At least eleven people were killed and 40 wounded on Tuesday when Hamas-run security forces clashed with a powerful local family in Gaza City, according to Palestinian security officials.
The fighting, in which another seven people were wounded, erupted when Hamas police moved to arrest members of the Doghmush clan accused of gunning down a police officer on Monday but family refused to turn over the suspects.
Witnesses said they heard heavy gunfire and the explosions of rocket-propelled grenades in the city’s Sabra neighborhood, a clan stronghold, during several hours of fighting.
Three of those killed were gunmen, officials said. A Hamas source said one was a member of the Army of Islam, a pro-al Qaeda group. A medic said a fourth victim was unarmed. A Hamas policeman was also shot dead in the fighting, an official said.
Several members of the Doghmush clan, one of the most powerful families in the impoverished coastal strip, are suspected of belonging to the Army of Islam, a small shadowy armed group inspired by al-Qaeda.
The Army of Islam was behind the kidnapping of BBC reporter Alan Johnston in 2007 and along with Hamas and another small group claimed responsibility for the capture of Israeli soldier Gilad Shlit in a deadly cross-border raid in 2006.
Since Hamas seized power in Gaza in June 2007 after routing forces loyal to Palestinian president Mahmud Abbas it has had tense relations with the group that have occasionally spilled over into street clashes.
The fighting was the deadliest in the territory since the start of August, when nine people were killed and dozens wounded in a similar battle between Hamas police and the Hellis clan, which is close to Abbas’s Fatah party.
The Hamas-controlled interior ministry said in a statement its security forces resorted to force against "fugitives", including theDoghmosh clan only "after exhausting all peaceful efforts" to arrest suspects.
Police said they seized explosives and weapons during the raid.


• [Description of the task]: Report each line below that carries the word "Percentage".

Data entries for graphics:
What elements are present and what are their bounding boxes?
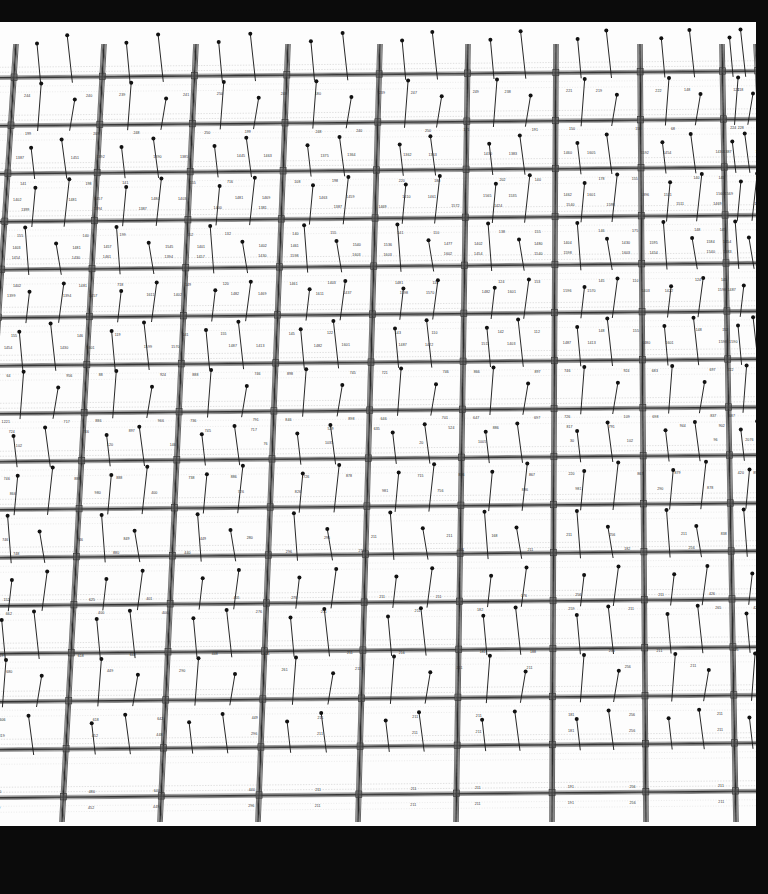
load-marker-head <box>480 718 484 722</box>
reinforcement-value-label: 1570 <box>587 289 595 293</box>
load-marker-head <box>253 176 257 180</box>
reinforcement-value-label: 120 <box>223 282 229 286</box>
column-line <box>456 44 468 822</box>
reinforcement-value-label: 1598 <box>400 291 408 295</box>
column-line <box>457 44 469 822</box>
reinforcement-value-label: 211 <box>412 731 418 735</box>
load-marker-head <box>105 433 109 437</box>
reinforcement-value-label: 718 <box>117 283 123 287</box>
joint-core <box>460 407 464 412</box>
reinforcement-value-label: 211 <box>475 786 481 790</box>
reinforcement-value-label: 211 <box>476 714 482 718</box>
reinforcement-value-label: 1396 <box>641 193 649 197</box>
reinforcement-value-label: 142 <box>498 330 504 334</box>
reinforcement-value-label: 211 <box>315 804 321 808</box>
joint-core <box>639 117 643 122</box>
load-marker-stem <box>486 656 490 703</box>
reinforcement-value-label: 261 <box>281 668 287 672</box>
load-marker-head <box>667 76 671 80</box>
joint-core <box>639 213 643 218</box>
load-marker-head <box>340 383 344 387</box>
reinforcement-value-label: 838 <box>721 532 727 536</box>
reinforcement-value-label: 886 <box>459 473 465 477</box>
reinforcement-value-label: 141 <box>397 231 403 235</box>
reinforcement-value-label: 220 <box>569 472 575 476</box>
load-marker-head <box>141 569 145 573</box>
load-marker-head <box>687 28 691 32</box>
reinforcement-value-label: 898 <box>348 417 354 421</box>
load-marker-stem <box>429 464 434 511</box>
joint-core <box>643 693 647 698</box>
joint-core <box>366 456 370 461</box>
load-marker-stem <box>612 175 617 222</box>
reinforcement-value-label: 452 <box>88 806 94 810</box>
reinforcement-value-label: 724 <box>9 430 15 434</box>
reinforcement-value-label: 198 <box>86 182 92 186</box>
reinforcement-value-label: 697 <box>534 416 540 420</box>
reinforcement-value-label: 182 <box>624 547 630 551</box>
load-marker-head <box>438 174 442 178</box>
joint-core <box>553 214 557 219</box>
reinforcement-value-label: 211 <box>379 595 385 599</box>
reinforcement-value-label: 290 <box>657 487 663 491</box>
load-marker-head <box>233 672 237 676</box>
reinforcement-value-label: 888 <box>192 373 198 377</box>
reinforcement-value-label: 1454 <box>12 256 20 260</box>
joint-core <box>365 504 369 509</box>
reference-dashed-line <box>0 805 756 813</box>
reinforcement-value-label: 248 <box>315 130 321 134</box>
reinforcement-value-label: 1560 <box>716 192 724 196</box>
load-marker-head <box>0 618 4 622</box>
load-marker-head <box>248 32 252 36</box>
load-marker-head <box>423 422 427 426</box>
load-marker-head <box>249 280 253 284</box>
reinforcement-value-label: 1584 <box>707 240 715 244</box>
reinforcement-value-label: 1375 <box>320 154 328 158</box>
reinforcement-value-label: 112 <box>534 330 540 334</box>
load-marker-head <box>743 131 747 135</box>
load-marker-head <box>120 145 124 149</box>
reinforcement-value-label: 150 <box>0 790 1 794</box>
reinforcement-value-label: 826 <box>295 490 301 494</box>
column-line <box>358 44 380 822</box>
reinforcement-value-label: 1487 <box>563 341 571 345</box>
reinforcement-value-label: 1487 <box>229 344 237 348</box>
reinforcement-value-label: 202 <box>500 178 506 182</box>
load-marker-stem <box>292 657 296 704</box>
load-marker-head <box>515 421 519 425</box>
joint-core <box>551 598 555 603</box>
reinforcement-value-label: 1570 <box>426 291 434 295</box>
load-marker-head <box>525 565 529 569</box>
reinforcement-value-label: 449 <box>107 669 113 673</box>
load-marker-head <box>384 719 388 723</box>
reinforcement-value-label: 1404 <box>564 241 572 245</box>
load-marker-stem <box>516 607 521 654</box>
joint-core <box>159 794 163 799</box>
reinforcement-value-label: 956 <box>66 374 72 378</box>
joint-core <box>0 315 1 320</box>
reinforcement-value-label: 256 <box>609 533 615 537</box>
reinforcement-value-label: 1364 <box>347 153 355 157</box>
load-marker-stem <box>405 80 409 127</box>
reinforcement-value-label: 150 <box>569 127 575 131</box>
reinforcement-value-label: 146 <box>170 443 176 447</box>
load-marker-head <box>51 466 55 470</box>
load-marker-head <box>518 133 522 137</box>
reinforcement-value-label: 152 <box>3 598 9 602</box>
load-marker-head <box>736 324 740 328</box>
load-marker-head <box>484 430 488 434</box>
joint-core <box>82 410 86 415</box>
load-marker-stem <box>390 657 394 704</box>
reinforcement-value-label: 239 <box>379 91 385 95</box>
load-marker-head <box>10 578 14 582</box>
load-marker-head <box>343 279 347 283</box>
load-marker-head <box>164 97 168 101</box>
reinforcement-value-label: 791 <box>253 418 259 422</box>
reinforcement-value-label: 211 <box>566 533 572 537</box>
reinforcement-value-label: 248 <box>281 92 287 96</box>
reinforcement-value-label: 198 <box>332 179 338 183</box>
reinforcement-value-label: 886 <box>493 426 499 430</box>
reinforcement-value-label: 280 <box>247 536 253 540</box>
reference-dashed-line <box>0 799 756 807</box>
reinforcement-value-label: 867 <box>529 473 535 477</box>
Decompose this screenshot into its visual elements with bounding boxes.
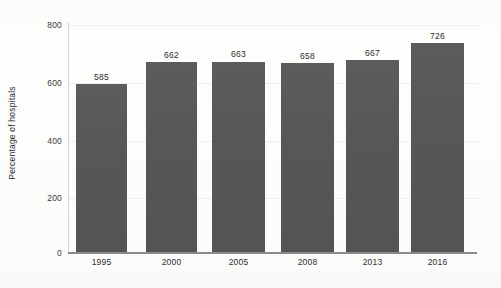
bar-value-1995: 585 — [76, 73, 127, 82]
y-tick-0: 0 — [22, 249, 62, 258]
bar-value-2005: 663 — [212, 50, 265, 59]
bar-value-2008: 658 — [281, 52, 334, 61]
x-tick-1995: 1995 — [76, 258, 127, 267]
bar-1995 — [76, 84, 127, 253]
bar-chart-figure: Percentage of hospitals 800 600 400 200 … — [0, 0, 501, 288]
x-tick-2000: 2000 — [146, 258, 197, 267]
y-axis-title: Percentage of hospitals — [7, 58, 17, 208]
bar-value-2013: 667 — [346, 49, 399, 58]
bar-value-2016: 726 — [411, 32, 464, 41]
x-tick-2016: 2016 — [411, 258, 464, 267]
y-tick-800: 800 — [22, 21, 62, 30]
gridline-800 — [68, 25, 478, 26]
y-axis-line — [68, 22, 69, 253]
bar-2005 — [212, 62, 265, 254]
bar-2016 — [411, 43, 464, 253]
bar-2013 — [346, 60, 399, 253]
x-tick-2008: 2008 — [281, 258, 334, 267]
bar-value-2000: 662 — [146, 51, 197, 60]
bar-2000 — [146, 62, 197, 253]
x-tick-2013: 2013 — [346, 258, 399, 267]
x-axis-line — [68, 252, 477, 254]
y-tick-200: 200 — [22, 194, 62, 203]
bar-2008 — [281, 63, 334, 253]
plot-area — [68, 22, 478, 253]
y-tick-400: 400 — [22, 137, 62, 146]
y-axis-tick-labels: 800 600 400 200 0 — [18, 0, 62, 288]
x-tick-2005: 2005 — [212, 258, 265, 267]
y-tick-600: 600 — [22, 79, 62, 88]
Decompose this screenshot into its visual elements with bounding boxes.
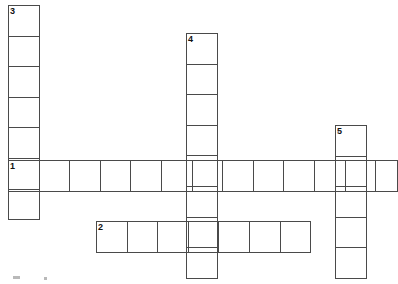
crossword-cell[interactable] [8, 127, 40, 159]
crossword-cell[interactable] [69, 160, 101, 192]
crossword-cell[interactable] [186, 94, 218, 126]
crossword-clue-number: 5 [337, 126, 342, 136]
crossword-cell[interactable] [335, 186, 367, 218]
crossword-cell[interactable] [130, 160, 162, 192]
crossword-clue-number: 4 [188, 34, 193, 44]
crossword-grid[interactable]: 12345 [0, 0, 398, 284]
crossword-cell[interactable] [100, 160, 132, 192]
crossword-cell[interactable] [186, 155, 218, 187]
page-artifact-mark [44, 277, 47, 280]
crossword-cell[interactable] [335, 247, 367, 279]
crossword-cell[interactable]: 2 [96, 221, 128, 253]
crossword-cell[interactable] [335, 217, 367, 249]
crossword-cell[interactable] [253, 160, 285, 192]
page-artifact-mark [13, 276, 20, 279]
crossword-cell[interactable] [280, 221, 312, 253]
crossword-cell[interactable]: 5 [335, 125, 367, 157]
crossword-cell[interactable] [157, 221, 189, 253]
crossword-cell[interactable] [127, 221, 159, 253]
crossword-clue-number: 2 [98, 222, 103, 232]
crossword-cell[interactable] [186, 64, 218, 96]
crossword-cell[interactable] [375, 160, 398, 192]
crossword-cell[interactable]: 3 [8, 5, 40, 37]
crossword-cell[interactable] [39, 160, 71, 192]
crossword-clue-number: 3 [10, 6, 15, 16]
crossword-cell[interactable] [186, 186, 218, 218]
crossword-cell[interactable] [8, 158, 40, 190]
crossword-cell[interactable] [186, 247, 218, 279]
crossword-cell[interactable] [8, 97, 40, 129]
crossword-cell[interactable]: 4 [186, 33, 218, 65]
crossword-cell[interactable] [218, 221, 250, 253]
crossword-cell[interactable] [249, 221, 281, 253]
crossword-cell[interactable] [8, 66, 40, 98]
crossword-cell[interactable] [283, 160, 315, 192]
crossword-cell[interactable] [8, 36, 40, 68]
crossword-cell[interactable] [186, 125, 218, 157]
crossword-cell[interactable] [335, 156, 367, 188]
crossword-cell[interactable] [186, 217, 218, 249]
crossword-cell[interactable] [8, 189, 40, 221]
crossword-cell[interactable] [222, 160, 254, 192]
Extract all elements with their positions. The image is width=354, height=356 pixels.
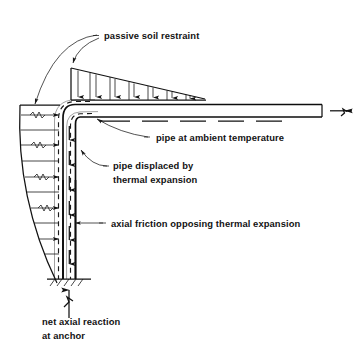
label-pipe-at-ambient-temperature: pipe at ambient temperature bbox=[156, 132, 284, 143]
diagram-canvas: passive soil restraint pipe at ambient t… bbox=[0, 0, 354, 356]
pipe-break-symbol bbox=[330, 109, 352, 116]
label-pipe-displaced-line1: pipe displaced by bbox=[113, 160, 194, 171]
label-passive-soil-restraint: passive soil restraint bbox=[104, 30, 199, 41]
engineering-diagram: passive soil restraint pipe at ambient t… bbox=[0, 0, 354, 356]
net-axial-reaction-arrow bbox=[64, 290, 73, 318]
label-net-axial-reaction-line1: net axial reaction bbox=[42, 316, 120, 327]
horizontal-soil-pressure-wedge bbox=[71, 68, 206, 100]
vertical-soil-pressure-wedge bbox=[20, 105, 60, 283]
horizontal-pipe bbox=[86, 105, 322, 118]
label-net-axial-reaction-line2: at anchor bbox=[42, 330, 85, 341]
leader-lines bbox=[35, 35, 150, 223]
label-pipe-displaced-line2: thermal expansion bbox=[113, 174, 198, 185]
label-axial-friction: axial friction opposing thermal expansio… bbox=[111, 218, 300, 229]
anchor-fixity-hatching bbox=[47, 279, 91, 286]
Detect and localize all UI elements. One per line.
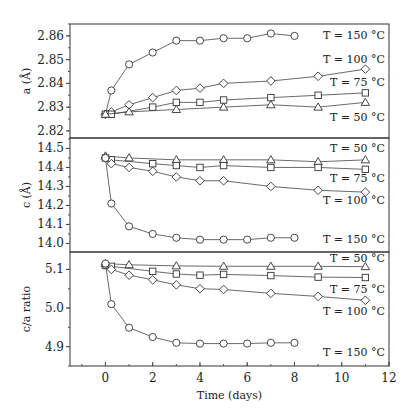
series-line — [105, 264, 365, 267]
circle-marker — [196, 340, 203, 347]
circle-marker — [173, 339, 180, 346]
circle-marker — [102, 154, 109, 161]
series-annotation: T = 150 °C — [323, 233, 385, 246]
circle-marker — [125, 61, 132, 68]
x-tick-label: 6 — [243, 371, 251, 385]
diamond-marker — [196, 84, 205, 93]
y-tick-label: 5.0 — [45, 301, 64, 315]
circle-marker — [102, 260, 109, 267]
triangle-marker — [125, 108, 133, 115]
square-marker — [220, 162, 226, 168]
diamond-marker — [219, 176, 228, 185]
circle-marker — [196, 37, 203, 44]
y-tick-label: 2.83 — [37, 100, 64, 114]
triangle-marker — [172, 105, 180, 112]
diamond-marker — [125, 271, 134, 280]
x-tick-label: 8 — [291, 371, 299, 385]
series-annotation: T = 100 °C — [323, 305, 385, 318]
circle-marker — [220, 35, 227, 42]
square-marker — [362, 90, 368, 96]
diamond-marker — [148, 93, 157, 102]
y-tick-label: 2.84 — [37, 76, 64, 90]
x-tick-label: 0 — [102, 371, 110, 385]
diamond-marker — [314, 292, 323, 301]
circle-marker — [108, 301, 115, 308]
circle-marker — [149, 49, 156, 56]
circle-marker — [220, 236, 227, 243]
series-annotation: T = 50 °C — [330, 252, 385, 265]
triangle-marker — [267, 262, 275, 269]
circle-marker — [244, 236, 251, 243]
diamond-marker — [219, 79, 228, 88]
series-annotation: T = 75 °C — [330, 76, 385, 89]
triangle-marker — [361, 98, 369, 105]
diamond-marker — [267, 77, 276, 86]
y-tick-label: 5.1 — [45, 262, 64, 276]
series-line — [105, 156, 365, 162]
series-annotation: T = 75 °C — [330, 172, 385, 185]
triangle-marker — [172, 156, 180, 163]
circle-marker — [108, 200, 115, 207]
circle-marker — [267, 234, 274, 241]
series-annotation: T = 100 °C — [323, 194, 385, 207]
diamond-marker — [196, 176, 205, 185]
square-marker — [197, 272, 203, 278]
square-marker — [173, 162, 179, 168]
triangle-marker — [219, 262, 227, 269]
circle-marker — [244, 340, 251, 347]
diamond-marker — [172, 86, 181, 95]
triangle-marker — [172, 262, 180, 269]
diamond-marker — [148, 276, 157, 285]
circle-marker — [291, 32, 298, 39]
y-tick-label: 2.82 — [37, 124, 64, 138]
series-annotation: T = 50 °C — [330, 111, 385, 124]
square-marker — [220, 271, 226, 277]
triangle-marker — [314, 262, 322, 269]
diamond-marker — [125, 163, 134, 172]
circle-marker — [220, 340, 227, 347]
y-tick-label: 14.2 — [37, 198, 64, 212]
circle-marker — [173, 234, 180, 241]
series-line — [105, 69, 365, 114]
circle-marker — [173, 37, 180, 44]
square-marker — [197, 164, 203, 170]
circle-marker — [291, 339, 298, 346]
y-axis-label: a (Å) — [19, 68, 33, 95]
triangle-marker — [219, 156, 227, 163]
y-tick-label: 14.4 — [37, 160, 64, 174]
x-tick-label: 2 — [149, 371, 157, 385]
diamond-marker — [219, 285, 228, 294]
triangle-marker — [125, 261, 133, 268]
diamond-marker — [361, 296, 370, 305]
lattice-parameter-chart: 2.822.832.842.852.86a (Å)T = 150 °CT = 1… — [0, 0, 416, 414]
circle-marker — [267, 30, 274, 37]
square-marker — [150, 104, 156, 110]
square-marker — [197, 99, 203, 105]
square-marker — [268, 164, 274, 170]
y-tick-label: 14.0 — [37, 236, 64, 250]
series-line — [105, 266, 365, 278]
circle-marker — [267, 339, 274, 346]
diamond-marker — [267, 182, 276, 191]
circle-marker — [108, 87, 115, 94]
y-tick-label: 4.9 — [45, 340, 64, 354]
diamond-marker — [172, 281, 181, 290]
series-annotation: T = 100 °C — [323, 53, 385, 66]
triangle-marker — [314, 158, 322, 165]
circle-marker — [149, 230, 156, 237]
y-tick-label: 14.1 — [37, 217, 64, 231]
y-tick-label: 14.3 — [37, 179, 64, 193]
square-marker — [362, 274, 368, 280]
diamond-marker — [267, 289, 276, 298]
x-tick-label: 12 — [381, 371, 396, 385]
y-tick-label: 14.5 — [37, 141, 64, 155]
diamond-marker — [361, 65, 370, 74]
x-tick-label: 10 — [334, 371, 349, 385]
diamond-marker — [314, 72, 323, 81]
y-tick-label: 2.85 — [37, 53, 64, 67]
triangle-marker — [361, 156, 369, 163]
square-marker — [150, 160, 156, 166]
square-marker — [315, 164, 321, 170]
series-annotation: T = 150 °C — [323, 29, 385, 42]
series-annotation: T = 150 °C — [323, 346, 385, 359]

• [The answer]:
bar-chart-figure: Percentage of hospitals 800 600 400 200 … — [0, 0, 501, 288]
y-axis-title: Percentage of hospitals — [7, 58, 17, 208]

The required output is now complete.